My 8th grade son has the following problem:
-5(x + 2) = -5x - 10
He is telling me his teacher said whatever the x is does not get added to the 2 because there is no x beside the 2. This doesn't make sense to me at all. Any math I was ever taught says that you would add whatever x is to 2 and then multiply it to the -5. Can you help please?
Sure. We cannot add x + 2, but we could have added x + 2x
if there had been an x next to the 2.
We could add x+2x and get 3x because x means 1x, and so x+2x is 1x+2x,
which is like adding 1 apple + 2 apples and getting 3 apples.
However x is an UNKNOWN number and 2 is a KNOWN number. We cannot
add a KNOWN number to an UNKNOWN number and get a KNOWN number, which
would be like "adding apples to oranges and getting bananas" -- which is
bananas! :) So all we can do is write what is to be done, namely as a
"formula" x + 2 and leave it that way until maybe later (in some cases)
we find out what x is.
Now, what your son's teacher is explaining is the DISTRIBUTIVE PRINCIPLE.
As above we cannot add the 2 to the x because we don't know what the x
represents so we can't add it to the 2. So we have to leave it unadded,
as a "formula" x+2.
You would be right if we knew what number x represented.
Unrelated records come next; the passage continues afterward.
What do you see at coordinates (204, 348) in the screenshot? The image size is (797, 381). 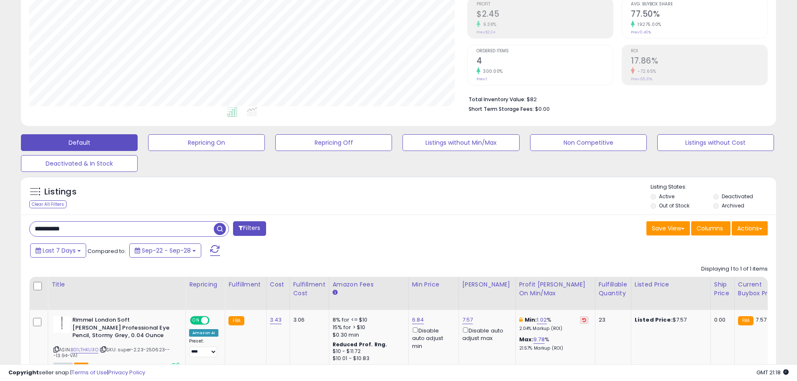 I see `div: Preset:` at bounding box center [204, 348].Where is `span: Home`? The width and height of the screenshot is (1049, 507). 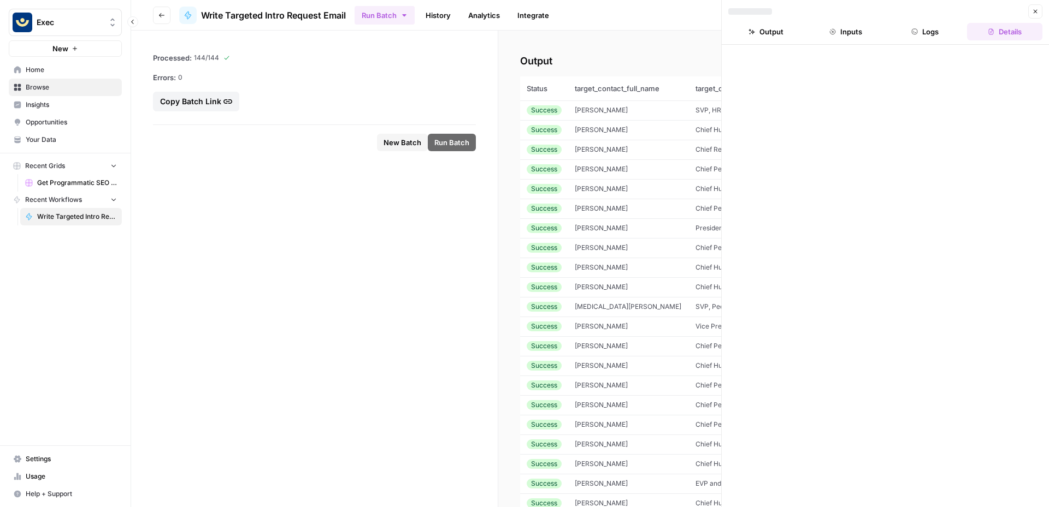 span: Home is located at coordinates (71, 70).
For instance, if
we had known, say, that x represents 7, then we would have
-5(7 + 2)
and then we would do as you said and add what x is
(in this case 7) to the 2 and get -5(9) and then we'd have -45.
If x were some other number besides 7 we would get a different answer.
Since we do not know what x represents. we would normally have to
leave it as this "formula", and couldn't even multiply by the -5.
We would have to leave it just like this:
-5(x + 2)
However, the DISTRIBUTIVE PRINCIPLE allows us to go ahead and multiply
WITHOUT adding first!
We multiply the -5 by the x and get -5x. Then we multiply the -5 by the +2
and get -10. So we have
-5(x + 2) = -5x - 10.
The distributive principle is a way to go ahead and multiply each term
by the -5 even though we cannot add the "apples" x to the "oranges" 2.
If you have any more questions, you can ask me in the thank-you note.